The SLSV Coalition and the Student Vote Research Network are working together to make sure that we are addressing this research gap. Five of the six projects that SVRN presented at the 2023 State of the Student Vote Workshop were done by and/or at a community college or minority serving institution.
We are looking to build on that progress throughout the rest of 2023. ALL IN’s Action Plan report offers key insights into the breadth and quality of action planning at community colleges and minority serving institutions going into the 2024 election.
4) Ensure campuses adopt “Ask Every Student” strategies that are proven to increase student voter turnout
By October 31, 2023, in preparation for the 2024 elections, 150 campuses will implement a specific Ask Every Student strategy, with an emphasis on strategies in the following areas: orientation integration, class visits, faculty champions, or Federal Work Study usage.
By December 15, 2023, 75 Ask Every Student campuses will report the number of voter registrations they attained through implementing AES strategies.
Ask Every Student is a joint initiative of four leading student voting organizations focused on designing and popularizing research backed strategies for increasing student voter turnout and reaching 100% student voting.
In 2021 Dr. Melissa Michelson led a multi-campus study to better understand what happens when institutions implement these strategies. She and her team found that efforts supported by Ask Every Student were reaching the vast majority of students on member campuses and helping those institutions significantly increase student voting and registration rates. She also found significant evidence of spillover effects from Ask Every Student programs as students shared what they learned about voting with other family members and the broader community.
In order to achieve 100% student voting and stay on track to support student voters in 2024, we need to support more campuses in adopting research backed Ask Every Student strategies that are proven to increase turnout. Furthermore, we need to support more campus voter registration programs in rigorously tracking their registration numbers as they go, so that we can work together in real time to address places where student voters are falling through the cracks.
The upshot? There is urgent work to be done to get ready to support all student voters in 2024.
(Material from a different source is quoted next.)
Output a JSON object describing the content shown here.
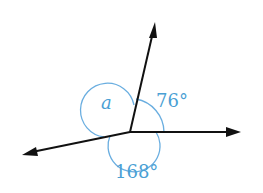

While specific strategies and priorities will differ by community, the SLSV Coalition’s 2023 goals highlight several areas where partners urgently need to work together in 2023 to stay on track to support student voters nationwide in 2024. The new ALL IN Action Plan report provides critically important information about where things stand. Throughout the summer we will be following up in this “State of the Student Vote” series to share updates about where the movement for 100% student voting is on track to meet 2023 goals, where it is struggling, and what strategic and research questions need urgent attention from SVRN members ahead of the 2024 election.
Agree with all of this. Getting ready for 2024 is especially important for anyone wanting curricular tie-ins - faculty can't turn on a dime in September to change their courses. Rather, they need 2023 time to think and plan.
Item 3 is especially crucial. In my work, I see that colleagues at MSIs and 2 yr colleges are highly interested in our voting & democracy initiatives, but don't always have time to create or engage. Our Mellon grant (link at the end) intentionally recruits faculty from MSIs and 2 yr colleges in creating open educational resources for their own & others' courses, and we've had a great response. Y'all hit me up if you want to talk more strategies. This article is a great start!